Last night, in a $10 million ad buy during the Super Bowl, The Washington Post lamented the plight of honest purveyors of the news like itself at a time when accusations of media bias are flying.
Today the Post was back to business as usual, this time lamenting a plight of a different sort. This time the hapless victim was Virginia Lt. Gov. Justin Fairfax, and the accusation leveled against him was of sexual misconduct.
The article opens with a statement issued early today by Fairfax in which he vehemently denies the allegations, then proceeds to some background on the charges.
Will this presidential election be the most important in American history?
The woman [accuser] and Fairfax first met in Boston at the 2004 Democratic national convention.
During a conversation, the two realized they had a mutual friend. It was that commonality, she recalled, that put her at ease enough that on the afternoon Fairfax asked her to walk with him to his hotel room to pick up some papers, she thought nothing of joining him.
Fairfax and the woman told different versions of what happened in the hotel room with no one else present. The Washington Post could not find anyone who could corroborate either version. The Post did not find “significant red flags and inconsistencies within the allegations,” as the Fairfax statement incorrectly said. [Emphasis added]
Say what?! The Post couldn’t find anyone who could corroborate the accuser’s story? Since when did that become a concern of The Washington Post? Back when the accuser was Christine Blasey Ford, the Post was sympathetic to her account despite her total lack of corroborating witnesses. The paper, like its fellow Democrats in Congress, saluted Blasey Ford for having courageously told “her truth” — whatever that means.
So why is the paper taking a more analytical and less touchy-feely approach to the allegations against Fairfax? From further along in the article:
The Washington Post, in phone calls to people who knew Fairfax from college, law school and through political circles, found no similar complaints of sexual misconduct against him. Without that, or the ability to corroborate the woman’s account — in part because she had not told anyone what happened — The Washington Post did not run a story.
She said she never told anyone about what happened at the time or in the years that followed until shortly before she approached The Post.
The Post reached out to the woman again Monday and she has not returned messages. The Post generally does not name alleged victims of sexual assault without their explicit permission.
One person who knew both the woman and Fairfax and spoke on the condition of anonymity because of the nature of the allegations, said he felt torn when he first heard the accusations. He spoke highly of both.
“It doesn’t sound like anything he would do,” he said. “It doesn’t sound like anything she would lie about.”
The similarities between this accuser’s story and Blasey Ford’s are striking. Both women remained silent for years after the alleged assault. But why is the Post now taking the side of the accused — tracking down acquaintances from college and the like — when it placed its blind trust in the accuser in the Kavanaugh case?
Maybe the mitigating factor is not makeup of the accuser but of the accused. Brett Kavanugh is a Republican who is white. Justin Fairfax is a Democrat who is black.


• **What to do**
Every line from the one bearing "Segment this screenshot: for" through the last line of the records below is to be output exactly, and no other line; leave out the pictures.

• **Information**
☆ ☆ ☆ ☆ ☆ ☆ ☆

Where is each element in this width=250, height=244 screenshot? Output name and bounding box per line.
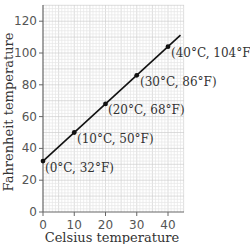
y-tick-label: 0 [29,205,37,219]
point-label: (30°C, 86°F) [140,75,217,89]
point-label: (40°C, 104°F) [171,46,250,60]
y-axis-title: Fahrenheit temperature [1,32,16,191]
y-tick-label: 120 [14,14,37,28]
y-ticks: 0 20 40 60 80 100 120 [14,14,43,219]
point-label: (10°C, 50°F) [77,132,154,146]
point-label: (20°C, 68°F) [108,103,185,117]
y-tick-label: 20 [22,173,37,187]
x-axis-title: Celsius temperature [45,230,180,244]
data-point [166,44,171,49]
y-tick-label: 100 [14,46,37,60]
data-point [72,130,77,135]
point-label: (0°C, 32°F) [45,161,114,175]
y-tick-label: 60 [22,110,37,124]
data-point [134,73,139,78]
y-tick-label: 40 [22,141,37,155]
x-ticks: 0 10 20 30 40 [39,212,175,232]
temperature-chart: 0 20 40 60 80 100 120 0 10 20 30 40 Cels… [0,0,250,244]
y-tick-label: 80 [22,78,37,92]
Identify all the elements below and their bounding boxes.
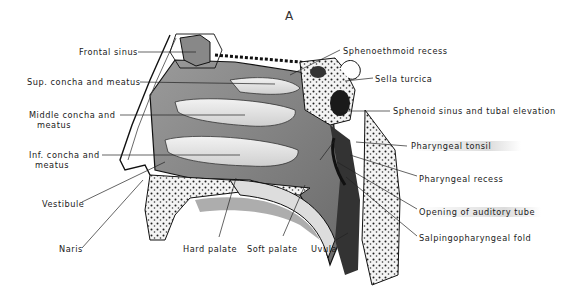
- label-sella-turcica: Sella turcica: [375, 74, 432, 84]
- label-sup-concha: Sup. concha and meatus: [27, 77, 141, 87]
- label-soft-palate: Soft palate: [247, 244, 298, 254]
- label-sphenoid-sinus: Sphenoid sinus and tubal elevation: [393, 106, 556, 116]
- label-vestibule: Vestibule: [42, 199, 84, 209]
- label-sphenoethmoid-recess: Sphenoethmoid recess: [343, 46, 448, 56]
- label-middle-concha-line1: Middle concha and: [29, 110, 115, 120]
- label-salpingopharyngeal-fold: Salpingopharyngeal fold: [419, 233, 531, 243]
- label-hard-palate: Hard palate: [183, 244, 237, 254]
- label-naris: Naris: [59, 244, 83, 254]
- label-pharyngeal-tonsil: Pharyngeal tonsil: [411, 141, 521, 151]
- label-inf-concha-line2: meatus: [35, 160, 69, 170]
- label-pharyngeal-recess: Pharyngeal recess: [419, 174, 503, 184]
- label-opening-auditory-tube: Opening of auditory tube: [419, 207, 541, 217]
- label-middle-concha-line2: meatus: [37, 120, 71, 130]
- label-uvula: Uvula: [311, 244, 337, 254]
- label-frontal-sinus: Frontal sinus: [79, 47, 138, 57]
- anatomy-figure: A: [0, 0, 564, 303]
- label-inf-concha-line1: Inf. concha and: [29, 150, 100, 160]
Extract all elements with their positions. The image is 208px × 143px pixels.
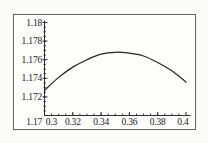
y-tick-label: 1.17 bbox=[10, 117, 42, 127]
x-tick-label: 0.38 bbox=[146, 117, 170, 127]
y-tick-label: 1.172 bbox=[10, 92, 42, 102]
x-tick-label: 0.36 bbox=[117, 117, 141, 127]
y-tick-label: 1.176 bbox=[10, 55, 42, 65]
scanned-chart-page: 1.171.1721.1741.1761.1781.180.30.320.340… bbox=[0, 0, 208, 143]
y-tick-label: 1.18 bbox=[10, 18, 42, 28]
y-tick-label: 1.174 bbox=[10, 73, 42, 83]
x-tick-label: 0.32 bbox=[61, 117, 85, 127]
y-tick-label: 1.178 bbox=[10, 36, 42, 46]
x-tick-label: 0.4 bbox=[171, 117, 195, 127]
curve-path bbox=[45, 52, 187, 90]
x-tick-label: 0.34 bbox=[89, 117, 113, 127]
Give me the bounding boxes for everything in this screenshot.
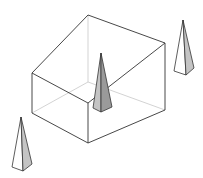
pyramid-center xyxy=(93,53,112,112)
box-edge xyxy=(88,110,165,143)
box-edge xyxy=(32,15,88,73)
pyramid-left-face xyxy=(93,53,101,112)
box-edge xyxy=(32,113,88,143)
pyramid-right xyxy=(174,20,194,75)
box-edge xyxy=(32,73,88,103)
box-edge xyxy=(88,15,165,43)
pyramid-bottom-left xyxy=(12,117,32,171)
isometric-diagram xyxy=(0,0,203,178)
pyramid-right-face xyxy=(21,117,32,171)
box-hidden-edge xyxy=(32,82,88,113)
pyramid-right-face xyxy=(101,53,112,112)
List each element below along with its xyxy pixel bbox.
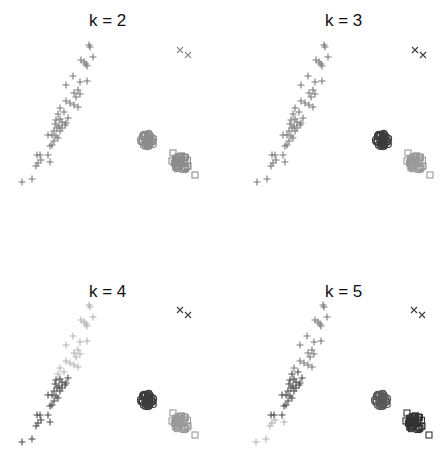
plus-marker <box>279 392 286 399</box>
plus-marker <box>311 339 318 346</box>
plus-marker <box>45 152 52 159</box>
plus-marker <box>254 179 261 186</box>
plus-marker <box>29 436 36 443</box>
plus-marker <box>53 117 60 124</box>
plus-marker <box>70 333 77 340</box>
plus-marker <box>19 439 26 446</box>
plus-marker <box>45 132 52 139</box>
plus-marker <box>325 54 332 61</box>
plus-marker <box>57 365 64 372</box>
plus-marker <box>84 78 91 85</box>
plus-marker <box>280 152 287 159</box>
plus-marker <box>253 439 260 446</box>
scatter-panel-k3: k = 3 <box>223 0 446 232</box>
scatter-plot <box>223 232 446 464</box>
plus-marker <box>47 419 54 426</box>
plus-marker <box>45 392 52 399</box>
plus-marker <box>280 132 287 139</box>
x-marker <box>185 52 191 58</box>
plus-marker <box>281 419 288 426</box>
scatter-panel-k2: k = 2 <box>0 0 223 232</box>
plus-marker <box>291 365 298 372</box>
square-marker <box>427 172 433 178</box>
plus-marker <box>61 109 68 116</box>
x-marker <box>420 52 426 58</box>
plus-marker <box>287 377 294 384</box>
plus-marker <box>319 78 326 85</box>
plus-marker <box>84 338 91 345</box>
plus-marker <box>279 412 286 419</box>
plus-marker <box>297 342 304 349</box>
x-marker <box>412 47 418 53</box>
plus-marker <box>61 369 68 376</box>
x-marker <box>177 47 183 53</box>
x-marker <box>185 312 191 318</box>
scatter-plot <box>0 232 223 464</box>
plus-marker <box>263 436 270 443</box>
square-marker <box>426 432 432 438</box>
plus-marker <box>292 105 299 112</box>
plus-marker <box>324 314 331 321</box>
x-marker <box>411 307 417 313</box>
scatter-plot <box>0 0 223 232</box>
plus-marker <box>57 105 64 112</box>
plus-marker <box>90 54 97 61</box>
plus-marker <box>298 82 305 89</box>
plus-marker <box>318 338 325 345</box>
x-marker <box>177 307 183 313</box>
plus-marker <box>70 73 77 80</box>
plus-marker <box>264 176 271 183</box>
plus-marker <box>295 369 302 376</box>
plus-marker <box>19 179 26 186</box>
x-marker <box>419 312 425 318</box>
plus-marker <box>53 377 60 384</box>
plus-marker <box>304 333 311 340</box>
plus-marker <box>77 339 84 346</box>
plus-marker <box>63 342 70 349</box>
scatter-panel-k4: k = 4 <box>0 232 223 464</box>
plus-marker <box>288 117 295 124</box>
square-marker <box>192 172 198 178</box>
plus-marker <box>282 159 289 166</box>
plus-marker <box>305 73 312 80</box>
scatter-plot <box>223 0 446 232</box>
scatter-panel-k5: k = 5 <box>223 232 446 464</box>
plus-marker <box>312 79 319 86</box>
plus-marker <box>77 79 84 86</box>
plus-marker <box>296 109 303 116</box>
plus-marker <box>29 176 36 183</box>
plus-marker <box>45 412 52 419</box>
plus-marker <box>63 82 70 89</box>
plus-marker <box>90 314 97 321</box>
plus-marker <box>47 159 54 166</box>
square-marker <box>192 432 198 438</box>
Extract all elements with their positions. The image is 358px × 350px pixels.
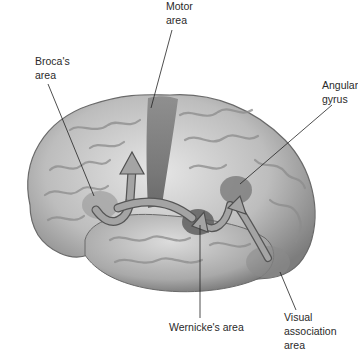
label-wernickes-area: Wernicke's area [169,320,244,334]
label-brocas-area: Broca's area [35,54,70,82]
leader-visual [280,272,296,310]
label-motor-area: Motor area [166,0,193,27]
label-angular-gyrus: Angular gyrus [322,78,358,106]
label-visual-association-area: Visual association area [284,310,337,350]
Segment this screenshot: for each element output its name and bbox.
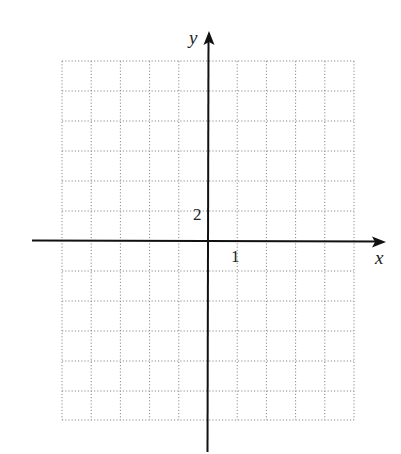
x-tick-label: 1 <box>231 247 240 266</box>
coordinate-plane: y x 2 1 <box>0 0 401 454</box>
y-axis-label: y <box>187 27 198 48</box>
x-axis-label: x <box>374 247 384 268</box>
y-tick-label: 2 <box>193 205 202 224</box>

☆ ☆ ☆ ☆ ☆ ☆ ☆

• **Output below**
Segment this screenshot: for each element output its name and bbox.
x-tick-label: 1 <box>231 247 240 266</box>
coordinate-plane: y x 2 1 <box>0 0 401 454</box>
y-axis-label: y <box>187 27 198 48</box>
x-axis-label: x <box>374 247 384 268</box>
y-tick-label: 2 <box>193 205 202 224</box>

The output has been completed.